Barak confirmed that the Trump administration is preparing to delist Syria as a state sponsor of terrorism, asserting that the designation became obsolete with the fall of the Assad regime. He added that Congress has a six-month window to repeal the sweeping sanctions. The Syrian envoy stated, quote, "America's intent and the president's vision is that we have to give this young government a chance by not interfering, not demanding, not giving conditions,

not imposing our culture on its culture. As we've long tracked here on the PDB, Syria's foreign policy posture is undergoing a dramatic reorientation. After decades aligned with Iran and Russia under the Assad family, Sharaa has moved swiftly to distance the country from those alliances and to reengage with regional adversaries.

One of the most significant shifts is Syria's quiet outreach to Israel. As we reported earlier this week, Israeli and Syrian officials have already held multiple rounds of direct contact aimed at easing tensions along the Golan Heights, territory that Israel seized in 1967 and expanded after Assad's fall, citing concerns over jihadists' influence in Shiraz's government.

The symbolic return of the U.S. in Damascus not only revives a physical diplomatic footprint, but underscores a broader recalibration of American policy in the Middle East, one that hinges on transactional diplomacy and a willingness to engage unconventional partners, even those with jihadist and terrorist backgrounds, in pursuit of regional stability.

And that, my friends, is the President's Daily Brief for Friday, the 30th of May. Now, if you have any questions or comments, please reach out to me at pdbatthefirsttv.com. To listen to the show ad-free, well, you can do that, and it's very simple. Just become a premium member of the President's Daily Brief by visiting pdbpremium.com.
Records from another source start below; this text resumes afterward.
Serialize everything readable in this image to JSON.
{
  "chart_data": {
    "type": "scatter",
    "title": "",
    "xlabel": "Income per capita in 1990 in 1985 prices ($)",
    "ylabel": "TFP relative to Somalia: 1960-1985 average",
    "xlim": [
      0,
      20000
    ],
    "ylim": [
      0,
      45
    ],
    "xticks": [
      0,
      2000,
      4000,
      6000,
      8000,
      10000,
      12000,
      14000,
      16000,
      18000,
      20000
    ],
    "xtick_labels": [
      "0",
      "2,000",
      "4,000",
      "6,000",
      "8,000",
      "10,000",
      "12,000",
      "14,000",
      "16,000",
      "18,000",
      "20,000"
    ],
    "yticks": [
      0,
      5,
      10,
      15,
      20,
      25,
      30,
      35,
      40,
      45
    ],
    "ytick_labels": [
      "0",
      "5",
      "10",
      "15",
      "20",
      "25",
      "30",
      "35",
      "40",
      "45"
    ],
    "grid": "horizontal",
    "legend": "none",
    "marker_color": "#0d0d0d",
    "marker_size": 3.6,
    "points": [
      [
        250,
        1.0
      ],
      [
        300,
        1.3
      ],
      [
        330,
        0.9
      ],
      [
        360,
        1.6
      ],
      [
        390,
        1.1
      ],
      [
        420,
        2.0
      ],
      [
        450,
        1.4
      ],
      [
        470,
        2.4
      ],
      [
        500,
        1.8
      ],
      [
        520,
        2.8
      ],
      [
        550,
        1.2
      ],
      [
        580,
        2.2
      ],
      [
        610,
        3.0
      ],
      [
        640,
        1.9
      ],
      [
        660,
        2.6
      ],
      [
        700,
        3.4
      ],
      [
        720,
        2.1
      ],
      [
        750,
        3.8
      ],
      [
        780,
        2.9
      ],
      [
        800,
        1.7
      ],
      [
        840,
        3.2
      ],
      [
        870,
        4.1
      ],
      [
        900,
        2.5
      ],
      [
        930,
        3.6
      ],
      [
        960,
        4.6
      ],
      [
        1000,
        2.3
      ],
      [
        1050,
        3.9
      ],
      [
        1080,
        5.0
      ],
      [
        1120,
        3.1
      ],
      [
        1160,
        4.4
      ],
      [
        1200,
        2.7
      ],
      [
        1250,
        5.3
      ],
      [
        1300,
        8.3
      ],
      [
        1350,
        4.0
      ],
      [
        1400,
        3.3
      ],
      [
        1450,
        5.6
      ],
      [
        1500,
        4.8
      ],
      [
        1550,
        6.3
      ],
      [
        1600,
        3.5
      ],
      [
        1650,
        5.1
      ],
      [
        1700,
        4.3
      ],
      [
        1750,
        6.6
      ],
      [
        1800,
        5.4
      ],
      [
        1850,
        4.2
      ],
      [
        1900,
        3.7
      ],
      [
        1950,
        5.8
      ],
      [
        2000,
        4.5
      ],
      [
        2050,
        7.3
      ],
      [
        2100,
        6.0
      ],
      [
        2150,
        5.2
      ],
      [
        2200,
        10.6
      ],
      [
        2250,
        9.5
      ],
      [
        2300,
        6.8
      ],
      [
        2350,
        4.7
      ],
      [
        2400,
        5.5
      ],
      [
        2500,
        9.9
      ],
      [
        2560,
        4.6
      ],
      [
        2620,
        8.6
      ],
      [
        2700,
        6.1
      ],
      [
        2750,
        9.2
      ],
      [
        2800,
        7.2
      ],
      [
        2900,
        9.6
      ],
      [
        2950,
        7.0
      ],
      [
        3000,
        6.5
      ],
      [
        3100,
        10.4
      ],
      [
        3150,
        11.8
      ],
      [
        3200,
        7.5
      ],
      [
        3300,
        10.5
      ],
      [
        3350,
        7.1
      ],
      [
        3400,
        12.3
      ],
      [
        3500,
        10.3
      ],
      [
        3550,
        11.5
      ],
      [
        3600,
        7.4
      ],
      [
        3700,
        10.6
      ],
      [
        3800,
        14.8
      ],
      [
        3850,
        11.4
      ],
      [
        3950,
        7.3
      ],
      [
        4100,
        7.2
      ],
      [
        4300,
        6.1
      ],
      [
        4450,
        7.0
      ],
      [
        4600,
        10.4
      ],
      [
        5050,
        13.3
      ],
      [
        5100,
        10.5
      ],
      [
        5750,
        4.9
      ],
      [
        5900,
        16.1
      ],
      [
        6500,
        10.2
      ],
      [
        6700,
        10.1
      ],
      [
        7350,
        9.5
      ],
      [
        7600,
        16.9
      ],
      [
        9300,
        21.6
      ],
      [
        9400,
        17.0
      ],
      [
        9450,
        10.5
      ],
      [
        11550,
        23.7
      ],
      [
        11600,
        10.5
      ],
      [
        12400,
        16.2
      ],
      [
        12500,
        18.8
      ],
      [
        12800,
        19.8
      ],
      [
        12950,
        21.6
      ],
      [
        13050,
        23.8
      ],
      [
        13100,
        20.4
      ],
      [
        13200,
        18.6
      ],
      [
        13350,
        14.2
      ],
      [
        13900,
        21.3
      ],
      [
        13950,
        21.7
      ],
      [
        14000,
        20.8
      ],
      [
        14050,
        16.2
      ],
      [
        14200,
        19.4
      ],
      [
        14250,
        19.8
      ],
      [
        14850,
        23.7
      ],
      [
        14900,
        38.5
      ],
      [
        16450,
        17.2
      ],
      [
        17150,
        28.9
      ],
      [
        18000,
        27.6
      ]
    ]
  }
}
And remember, tonight, as with every Friday evening at 10 p.m., we launch a brand new episode of our much-loved, you could even call it beloved, extended weekend show. That's the PDB Situation Report. You can catch it, as always, on the First TV and on our very spiffy YouTube channel. You can find that at President's Daily Brief and, of course, all podcast platforms everywhere. I'm Mike Baker, and I'll be back later today with

with the PDB Afternoon Bulletin. Until then, stay informed, stay safe, stay cool.